According to the World Health Organization, “Ageism refers to the stereotypes (how we think), prejudice (how we feel) and discrimination (how we act) towards others or oneself based on age.” The WHO considers ageism to be a serious global problem that contributes to hostility between generations and can have significant medical and economic impacts. According to the WHO, ageism has cost just the United States $63 billion in additional costs toward health care for the eight most expensive health conditions.

Ageism impacts younger people, too

While ageism is often considered from the perspective of prejudice against older people, ageism can be directed at younger people, too. Often, this takes the form of condescending language, negative views of young peoples’ attitudes, opinions, conduct, and style, or negative stereotypes of younger generations.

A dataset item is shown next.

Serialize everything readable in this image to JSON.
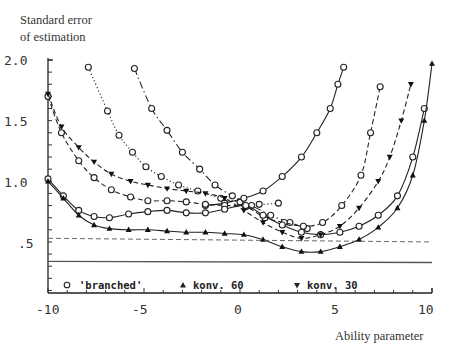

For example, millennials (and other young people) are often said to be “entitled,” “lazy,” “narcissistic,” “disrespectful,” paradoxically both uninterested in societal issues and too “woke,” and so on.

Forms of ageism in language

Sometimes, ageist language is easy to identify. There are many obvious terms that are considered insulting or belittling when used to refer to older people—though, of course, some older people may use them themselves in a self-deprecating way. Some of these terms include:

  • old fogey
  • old man/old woman
  • geezer
  • dinosaur
  • fossil
  • senile
  • gramps
  • granny
  • grandpa/grandma

In slang, the terms “the olds” or “an old” are used to refer to older people/an older person. While generally meant to be playful, these terms can be considered petty or worse—insensitive— if used to refer to what we consider to be older people. However, these terms can also be used ironically to refer to anyone who is older than the speaker, such as a person’s parents or older siblings.

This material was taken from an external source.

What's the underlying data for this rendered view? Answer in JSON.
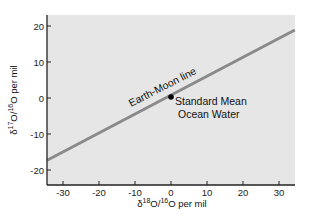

For more context on the history and origin of these terms, we’ve provided links in this section and throughout—but we are not condoning the insulting usage.

Medical language

In general, it is considered ageist to use language that implies medical illness, dependency, or disability when referring to older people. This includes language such as:

  • old folks’ home
  • facility
  • unit
  • institution
  • patient
  • ward
  • geriatric (in a non-medical setting)

The above words are considered ageist because they are often used to imply that all older people need medical assistance or support, which is obviously untrue. Instead, you can use more acceptable words to refer to buildings or neighborhoods with large numbers of older people living in them, such as community, apartments, residence, senior living (if the community itself uses this term), or assisted living (a term that could refer to all age groups).

Euphemisms

Some of the terms that can be considered insensitive—if not just cliche or disrespectful—are euphemisms, or mild, indirect, or vague expressions that substitute for another thought to be offensive, harsh, or blunt. In this case, the euphemisms don’t directly refer to a person’s age but mean a person is of old age. These include:

  • over the hill
  • golden years
  • past one’s prime
  • senior citizen

Other terms can be considered insensitive because they imply that it is abnormal for an older person to be energetic or in good physical shape:

  • spry
  • zesty
  • feisty
  • active
  • spirited
  • full of life

And more generally speaking, euphemisms can take on pejorative qualities of the terms they originally replaced.